South Africa mulls $1.2bn bailout package for embattled national airline

The relief package will provide the airline funds to repay its debt and resume operations

FILE PHOTO: Passengers board a South African Airways plane at the Port Elizabeth International Airport in the Eastern Cape province, South Africa, September 30, 2018. REUTERS/Siphiwe Sibeko/File Photo
Powered by automated translation

The administrators running South Africa’s embattled national airline have proposed to the government to provide a 21 billion rand ($1.2bn/Dh4.4bn) bailout to help repay debt and resume operations after the lifting of Covid-19 travel bans.

The plan includes about 17bn rand that will go toward repaying South African Airways creditors, according to a draft copy seen by Bloomberg. As much as 2bn rand will be used for retrenchments and a further 2bn rand will be provided for working capital.

The draft plan “is for discussion purposes only and we await comment from the affected persons,” a spokeswoman for the administrators said, adding that the team has until June 8 to finalise a rescue proposal.

South Africa’s public enterprises ministry, which is responsible for SAA, has not yet discussed the draft plan, spokesman Sam Mkokeli said. The National Treasury said earlier this year it would allocate funds to repay creditors as the airline’s debt is government guaranteed.

While the funding agreement has yet to be finalised, a deal of this nature would bring to an end an impasse between the government and SAA’s business-rescue team over the airline’s future. The administrators, appointed in December, had an earlier request for state funding rejected in April, and subsequently proposed firing the entire workforce to stave off liquidation.

Public enterprises minister, Pravin Gordhan, strongly objected to that plan, and announced his ambitions for the creation of a new airline, starting off a fresh round of talks.

SAA’s commercial passenger planes have been grounded since late March, when the government closed borders for non-urgent travel to contain the coronavirus. Some domestic flights are being allowed to operate as of Monday for business purposes, though SAA had previously reduced its local services to a single Johannesburg-Cape Town route.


Task requirements => Only lines with the word "shape" belong in the answer; copy them from the records below.

[Items from a figure collection]
══════
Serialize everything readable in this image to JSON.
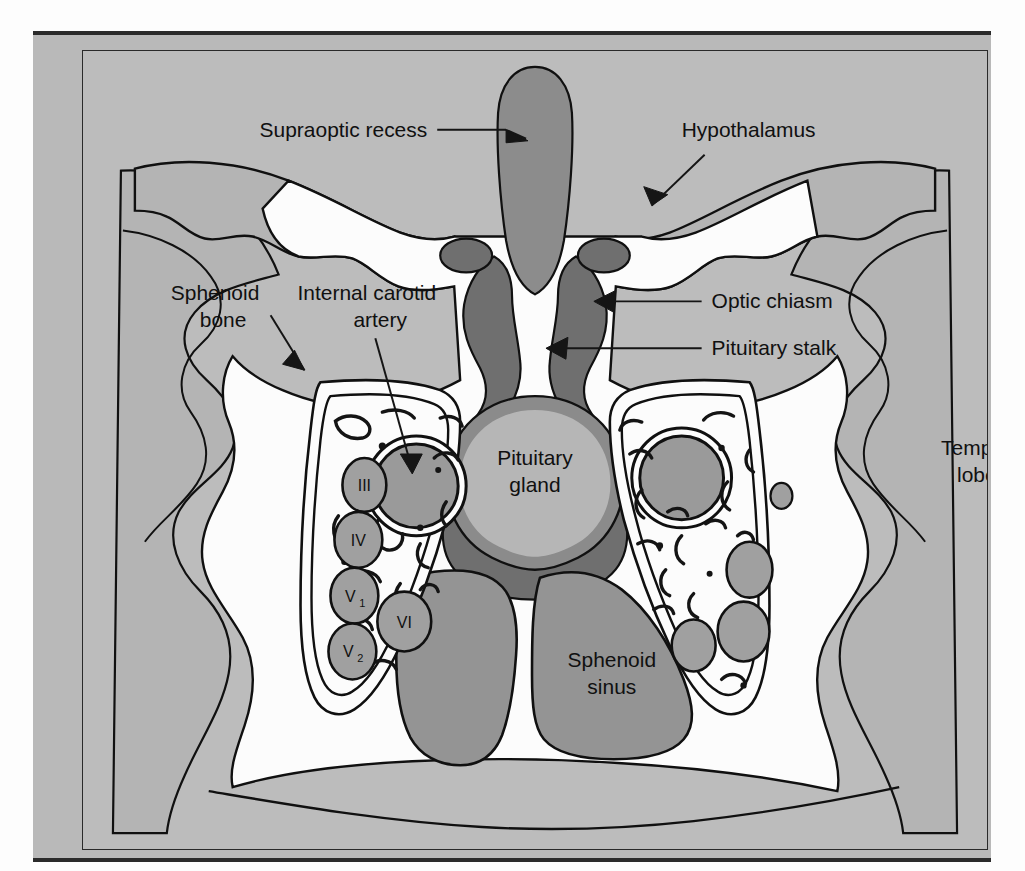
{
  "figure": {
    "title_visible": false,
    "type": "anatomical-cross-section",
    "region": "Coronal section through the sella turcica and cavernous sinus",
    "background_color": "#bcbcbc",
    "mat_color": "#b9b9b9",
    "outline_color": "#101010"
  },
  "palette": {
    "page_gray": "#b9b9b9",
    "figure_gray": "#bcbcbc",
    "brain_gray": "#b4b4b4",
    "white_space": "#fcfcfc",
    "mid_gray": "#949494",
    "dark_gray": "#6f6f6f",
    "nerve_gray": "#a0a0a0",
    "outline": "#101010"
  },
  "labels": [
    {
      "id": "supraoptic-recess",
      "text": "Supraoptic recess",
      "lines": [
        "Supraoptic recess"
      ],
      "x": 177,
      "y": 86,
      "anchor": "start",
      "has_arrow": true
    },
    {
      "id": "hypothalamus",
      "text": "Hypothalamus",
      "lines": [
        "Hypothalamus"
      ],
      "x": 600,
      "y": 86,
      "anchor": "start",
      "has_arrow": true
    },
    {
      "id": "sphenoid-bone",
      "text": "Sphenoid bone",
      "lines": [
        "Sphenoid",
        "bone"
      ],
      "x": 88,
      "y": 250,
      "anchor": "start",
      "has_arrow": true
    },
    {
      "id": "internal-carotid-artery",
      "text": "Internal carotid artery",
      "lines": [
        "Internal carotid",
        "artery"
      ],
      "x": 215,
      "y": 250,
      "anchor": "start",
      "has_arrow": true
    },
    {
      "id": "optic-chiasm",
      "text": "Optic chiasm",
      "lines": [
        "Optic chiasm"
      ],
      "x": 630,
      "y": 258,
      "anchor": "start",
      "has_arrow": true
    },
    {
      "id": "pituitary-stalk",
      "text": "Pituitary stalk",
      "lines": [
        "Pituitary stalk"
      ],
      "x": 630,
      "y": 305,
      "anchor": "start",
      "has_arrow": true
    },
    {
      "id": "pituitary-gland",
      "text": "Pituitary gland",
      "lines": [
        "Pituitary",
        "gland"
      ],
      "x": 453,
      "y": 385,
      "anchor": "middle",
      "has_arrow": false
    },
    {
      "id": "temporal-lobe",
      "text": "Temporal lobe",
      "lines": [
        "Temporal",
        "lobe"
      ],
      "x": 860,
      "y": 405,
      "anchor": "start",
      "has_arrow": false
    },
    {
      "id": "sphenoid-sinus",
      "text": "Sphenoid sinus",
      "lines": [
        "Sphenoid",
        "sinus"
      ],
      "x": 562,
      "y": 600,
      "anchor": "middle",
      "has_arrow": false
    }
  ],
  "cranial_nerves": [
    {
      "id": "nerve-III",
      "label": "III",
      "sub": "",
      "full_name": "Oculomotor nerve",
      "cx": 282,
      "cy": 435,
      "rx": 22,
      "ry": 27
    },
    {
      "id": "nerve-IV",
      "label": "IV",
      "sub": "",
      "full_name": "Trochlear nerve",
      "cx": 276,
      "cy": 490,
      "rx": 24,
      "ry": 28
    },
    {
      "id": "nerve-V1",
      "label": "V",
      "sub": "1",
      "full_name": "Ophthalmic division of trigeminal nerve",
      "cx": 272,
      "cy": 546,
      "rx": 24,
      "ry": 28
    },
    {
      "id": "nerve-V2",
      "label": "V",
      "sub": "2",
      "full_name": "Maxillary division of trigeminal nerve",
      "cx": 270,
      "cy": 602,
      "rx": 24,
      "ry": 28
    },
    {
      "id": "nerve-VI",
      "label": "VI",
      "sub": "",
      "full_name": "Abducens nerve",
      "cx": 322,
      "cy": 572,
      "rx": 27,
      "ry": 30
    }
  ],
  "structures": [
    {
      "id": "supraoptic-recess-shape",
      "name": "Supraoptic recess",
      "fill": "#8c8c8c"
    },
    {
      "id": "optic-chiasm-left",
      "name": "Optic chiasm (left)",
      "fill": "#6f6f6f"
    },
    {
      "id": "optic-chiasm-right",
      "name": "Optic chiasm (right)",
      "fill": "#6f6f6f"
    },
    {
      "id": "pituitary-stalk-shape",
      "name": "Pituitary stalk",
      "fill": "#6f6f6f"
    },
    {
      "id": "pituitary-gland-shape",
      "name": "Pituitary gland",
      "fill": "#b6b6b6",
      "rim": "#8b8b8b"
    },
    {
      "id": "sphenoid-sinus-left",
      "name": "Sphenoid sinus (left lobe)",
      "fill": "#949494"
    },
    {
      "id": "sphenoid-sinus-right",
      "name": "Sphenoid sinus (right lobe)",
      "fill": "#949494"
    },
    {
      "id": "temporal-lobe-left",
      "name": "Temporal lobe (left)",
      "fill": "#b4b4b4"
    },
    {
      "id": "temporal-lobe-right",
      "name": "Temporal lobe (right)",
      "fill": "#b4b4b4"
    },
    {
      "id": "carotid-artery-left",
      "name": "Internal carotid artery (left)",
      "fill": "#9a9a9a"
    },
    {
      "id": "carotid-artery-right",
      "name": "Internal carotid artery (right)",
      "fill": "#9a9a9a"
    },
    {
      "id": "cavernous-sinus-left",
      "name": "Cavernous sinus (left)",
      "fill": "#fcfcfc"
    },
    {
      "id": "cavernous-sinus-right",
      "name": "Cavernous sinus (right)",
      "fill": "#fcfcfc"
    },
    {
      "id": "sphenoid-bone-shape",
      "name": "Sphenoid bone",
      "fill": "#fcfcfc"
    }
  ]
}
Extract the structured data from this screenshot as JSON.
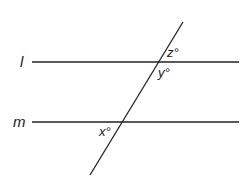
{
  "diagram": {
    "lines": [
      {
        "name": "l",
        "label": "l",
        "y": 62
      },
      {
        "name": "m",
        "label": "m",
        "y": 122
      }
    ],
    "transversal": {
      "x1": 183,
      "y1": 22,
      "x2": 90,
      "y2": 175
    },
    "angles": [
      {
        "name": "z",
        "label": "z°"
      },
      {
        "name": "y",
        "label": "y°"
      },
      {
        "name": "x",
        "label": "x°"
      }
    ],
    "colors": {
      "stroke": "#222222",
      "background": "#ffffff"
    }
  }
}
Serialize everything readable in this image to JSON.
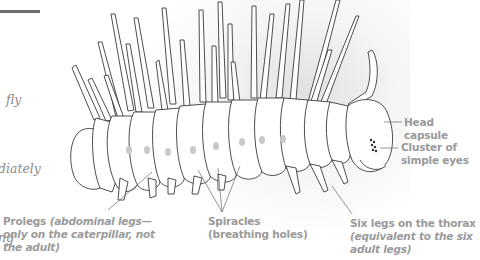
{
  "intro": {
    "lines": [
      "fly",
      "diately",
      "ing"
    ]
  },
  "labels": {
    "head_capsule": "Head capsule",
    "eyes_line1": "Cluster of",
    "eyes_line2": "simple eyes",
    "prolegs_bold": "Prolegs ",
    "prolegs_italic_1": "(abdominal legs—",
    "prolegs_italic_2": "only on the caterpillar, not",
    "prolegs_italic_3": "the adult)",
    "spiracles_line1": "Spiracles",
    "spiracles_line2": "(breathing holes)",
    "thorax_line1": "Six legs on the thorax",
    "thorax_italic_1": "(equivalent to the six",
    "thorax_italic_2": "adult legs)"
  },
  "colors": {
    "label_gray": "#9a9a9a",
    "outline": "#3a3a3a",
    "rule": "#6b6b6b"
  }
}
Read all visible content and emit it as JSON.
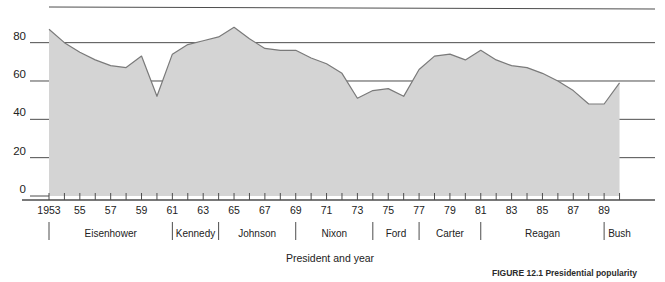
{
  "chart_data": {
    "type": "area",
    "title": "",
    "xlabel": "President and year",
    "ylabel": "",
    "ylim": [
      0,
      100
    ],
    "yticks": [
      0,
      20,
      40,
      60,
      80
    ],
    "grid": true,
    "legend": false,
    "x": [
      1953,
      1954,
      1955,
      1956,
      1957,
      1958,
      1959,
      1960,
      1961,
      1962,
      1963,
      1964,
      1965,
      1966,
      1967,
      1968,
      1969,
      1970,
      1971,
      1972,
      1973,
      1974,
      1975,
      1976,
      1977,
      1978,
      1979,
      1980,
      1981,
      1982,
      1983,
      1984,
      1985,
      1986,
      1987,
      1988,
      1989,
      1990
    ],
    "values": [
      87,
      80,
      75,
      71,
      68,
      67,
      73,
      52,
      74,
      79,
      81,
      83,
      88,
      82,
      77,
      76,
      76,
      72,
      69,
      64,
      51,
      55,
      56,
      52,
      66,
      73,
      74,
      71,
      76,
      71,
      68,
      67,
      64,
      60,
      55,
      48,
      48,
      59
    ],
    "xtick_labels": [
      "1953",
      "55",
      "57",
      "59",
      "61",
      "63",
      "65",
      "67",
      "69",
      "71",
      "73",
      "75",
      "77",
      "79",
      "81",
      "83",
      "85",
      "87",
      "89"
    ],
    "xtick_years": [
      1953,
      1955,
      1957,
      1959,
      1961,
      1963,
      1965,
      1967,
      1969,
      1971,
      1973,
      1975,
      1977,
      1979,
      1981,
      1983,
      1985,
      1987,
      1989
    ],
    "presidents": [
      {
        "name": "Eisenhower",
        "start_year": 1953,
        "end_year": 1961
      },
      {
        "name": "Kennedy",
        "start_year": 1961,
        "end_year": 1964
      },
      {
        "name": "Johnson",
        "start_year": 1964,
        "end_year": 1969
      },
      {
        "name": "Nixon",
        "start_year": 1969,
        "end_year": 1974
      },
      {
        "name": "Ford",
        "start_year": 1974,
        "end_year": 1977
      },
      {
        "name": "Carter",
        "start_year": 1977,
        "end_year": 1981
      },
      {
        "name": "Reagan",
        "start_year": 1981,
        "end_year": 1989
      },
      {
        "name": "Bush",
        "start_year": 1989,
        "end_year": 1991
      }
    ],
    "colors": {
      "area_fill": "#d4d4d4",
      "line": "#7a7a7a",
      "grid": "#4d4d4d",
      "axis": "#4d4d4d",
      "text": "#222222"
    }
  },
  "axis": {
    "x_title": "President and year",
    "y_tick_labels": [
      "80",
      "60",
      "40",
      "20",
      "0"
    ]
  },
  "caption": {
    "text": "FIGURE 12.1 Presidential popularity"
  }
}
══════
Task solution =>
      "id": "supraoptic-recess-shape",
      "id": "pituitary-stalk-shape",
      "id": "pituitary-gland-shape",
      "id": "sphenoid-bone-shape",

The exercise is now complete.